His comments in a House of Lords debate on the economy, came after the Chancellor Rishi Sunak set out a £350 billion rescue package to help businesses survive the crisis.

Mr Welby told peers: "The crisis through which we are passing will change this nation in deep and unpredictable ways.

"Like a nuclear explosion, the initial impact is colossal but the fallout last for years and will shape us in ways we can't even begin to predict at the moment."

He added: "We will overcome the virus. Small groups all over the country are showing fresh signs of community spirit and collaboration. It is from those small groups through to the large scale government measures that things will change.

"But during a crisis, keeping the long term direction is as important as tackling the short term problem.

"The enormous package package of short-terms measures is by its very size sufficient to raise hope and for that it is welcome. 15% of GDP is a war budget commitment.

"The obvious question is how will it be distributed. How will it be used in a way that's effective.

"If we are to put confidence as the aim and people at the centre, the distribution, the impact must be both swift enough and imaginative enough to maintain confidence right across the economy, not only in the big cities with their own self-sustaining economy, but in the myriad of towns and smaller communities across the country.

"For many of these there has been decline for many years.
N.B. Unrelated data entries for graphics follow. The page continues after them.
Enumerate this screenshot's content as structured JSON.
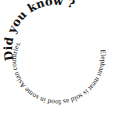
{
  "spiral": {
    "heading": "Did you know ?",
    "body": "Elephant meat is sold as food in some Asian countries.",
    "text_color": "#111111",
    "background": "#ffffff"
  }
}
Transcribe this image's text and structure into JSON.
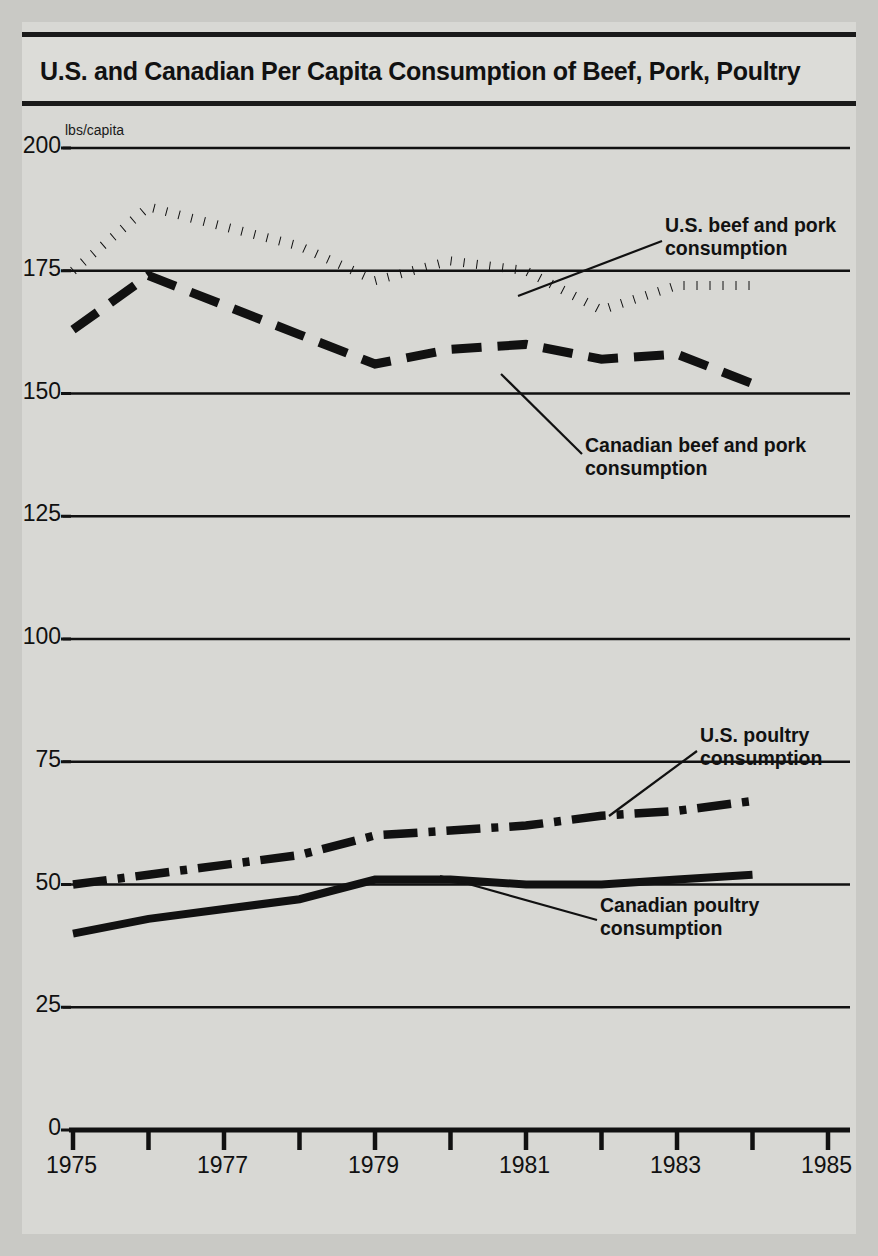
{
  "figure": {
    "title": "U.S. and Canadian Per Capita Consumption of Beef, Pork, Poultry",
    "unit_label": "lbs/capita",
    "background_color": "#d8d8d4",
    "ink_color": "#111111"
  },
  "annotations": {
    "us_beef_pork": {
      "line1": "U.S. beef and pork",
      "line2": "consumption"
    },
    "canadian_beef_pork": {
      "line1": "Canadian beef and pork",
      "line2": "consumption"
    },
    "us_poultry": {
      "line1": "U.S. poultry",
      "line2": "consumption"
    },
    "canadian_poultry": {
      "line1": "Canadian poultry",
      "line2": "consumption"
    }
  },
  "chart_data": {
    "type": "line",
    "title": "U.S. and Canadian Per Capita Consumption of Beef, Pork, Poultry",
    "xlabel": "",
    "ylabel": "lbs/capita",
    "xlim": [
      1975,
      1985
    ],
    "ylim": [
      0,
      200
    ],
    "ytick_labels": [
      "0",
      "25",
      "50",
      "75",
      "100",
      "125",
      "150",
      "175",
      "200"
    ],
    "yticks": [
      0,
      25,
      50,
      75,
      100,
      125,
      150,
      175,
      200
    ],
    "xticks": [
      1975,
      1976,
      1977,
      1978,
      1979,
      1980,
      1981,
      1982,
      1983,
      1984,
      1985
    ],
    "xtick_labels": [
      "1975",
      "",
      "1977",
      "",
      "1979",
      "",
      "1981",
      "",
      "1983",
      "",
      "1985"
    ],
    "grid": "horizontal",
    "legend": "annotated-callouts",
    "x": [
      1975,
      1976,
      1977,
      1978,
      1979,
      1980,
      1981,
      1982,
      1983,
      1984
    ],
    "series": [
      {
        "name": "U.S. beef and pork consumption",
        "style": "dotted",
        "values": [
          175,
          188,
          184,
          180,
          173,
          177,
          175,
          167,
          172,
          172
        ]
      },
      {
        "name": "Canadian beef and pork consumption",
        "style": "dashed",
        "values": [
          163,
          174,
          168,
          162,
          156,
          159,
          160,
          157,
          158,
          152
        ]
      },
      {
        "name": "U.S. poultry consumption",
        "style": "dash-dot",
        "values": [
          50,
          52,
          54,
          56,
          60,
          61,
          62,
          64,
          65,
          67
        ]
      },
      {
        "name": "Canadian poultry consumption",
        "style": "solid",
        "values": [
          40,
          43,
          45,
          47,
          51,
          51,
          50,
          50,
          51,
          52
        ]
      }
    ]
  }
}
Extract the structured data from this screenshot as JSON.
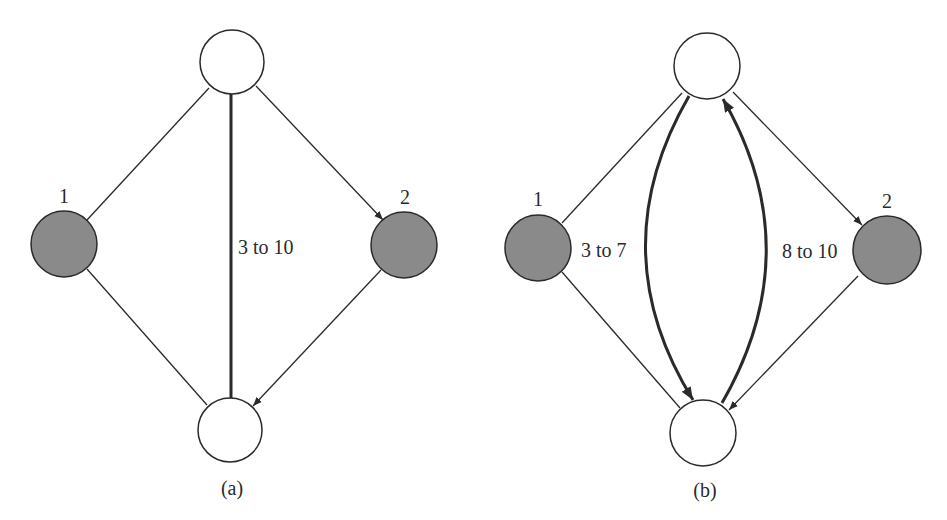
{
  "colors": {
    "background": "#ffffff",
    "stroke": "#2a2a2a",
    "shaded_node": "#8a8a8a",
    "plain_node": "#ffffff"
  },
  "panels": [
    {
      "id": "a",
      "caption": "(a)",
      "nodes": [
        {
          "id": "top",
          "label": "",
          "shaded": false
        },
        {
          "id": "n1",
          "label": "1",
          "shaded": true
        },
        {
          "id": "n2",
          "label": "2",
          "shaded": true
        },
        {
          "id": "bottom",
          "label": "",
          "shaded": false
        }
      ],
      "edges": [
        {
          "from": "top",
          "to": "n1",
          "directed": false,
          "thick": false
        },
        {
          "from": "n1",
          "to": "bottom",
          "directed": false,
          "thick": false
        },
        {
          "from": "top",
          "to": "n2",
          "directed": true,
          "thick": false
        },
        {
          "from": "n2",
          "to": "bottom",
          "directed": true,
          "thick": false
        },
        {
          "from": "top",
          "to": "bottom",
          "directed": false,
          "thick": true,
          "label": "3 to 10"
        }
      ]
    },
    {
      "id": "b",
      "caption": "(b)",
      "nodes": [
        {
          "id": "top",
          "label": "",
          "shaded": false
        },
        {
          "id": "n1",
          "label": "1",
          "shaded": true
        },
        {
          "id": "n2",
          "label": "2",
          "shaded": true
        },
        {
          "id": "bottom",
          "label": "",
          "shaded": false
        }
      ],
      "edges": [
        {
          "from": "top",
          "to": "n1",
          "directed": false,
          "thick": false
        },
        {
          "from": "n1",
          "to": "bottom",
          "directed": false,
          "thick": false
        },
        {
          "from": "top",
          "to": "n2",
          "directed": true,
          "thick": false
        },
        {
          "from": "n2",
          "to": "bottom",
          "directed": true,
          "thick": false
        },
        {
          "from": "top",
          "to": "bottom",
          "directed": true,
          "thick": true,
          "curved": "left",
          "label": "3 to 7"
        },
        {
          "from": "bottom",
          "to": "top",
          "directed": true,
          "thick": true,
          "curved": "right",
          "label": "8 to 10"
        }
      ]
    }
  ]
}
Covid-19 may well be the last straw for some."

The massive financial package "must be used with the vision of preserving the most fragile parts of the system or we will lose all", Mr Welby warned.

He said: "The use of these funds so enormous and unprecedented must be seen as being based in a clear moral and ethical structure.

"To be moral and ethical, there has to be a vision on a scale with the spending.

"A vision that recovers 'us' and 'we' from the era of 'I' and 'me'. In short, a vision to recreate the notion and reality of society."

Mr Welby added: "We are going to see huge change. It can be towards what we choose or it will be what the strong make it."

Also speaking in the Lords debate, former Tory Treasury minister Lord O'Neill of Gatley argued the need for a "dramatic economic policy gesture" in response to the global emergency.

The independent crossbencher said: "We need some sort of income support for all our citizens, whether employees or employers, for the next two months. Perhaps one might call it, as I have done, truly a people's QE - quantitative easing."

He added: "If we give all our people confidence that they can essentially have something close to an eight-week paid holiday, and there is no reason for any employer to lay any of them off permanently or for those employers to worry about their income, that should give the confidence for us to allow what has been done so well in Asia to be fully done here, and get this virus behind us."

Conservative former chancellor Lord Lamont said: "To many people, the world economy must resemble a slow-motion apocalypse.

"This was originally a health crisis, but the measures that governments worldwide are forced to take to combat it add to the economic problems and to the crisis."

Backing the Chancellor's use of a "big bazooka" to support businesses, the Tory peer added: "Confidence is not going to return quickly - indeed, it probably will not return until progress is made in combating the virus - but the measures will be a bridge to that confidence."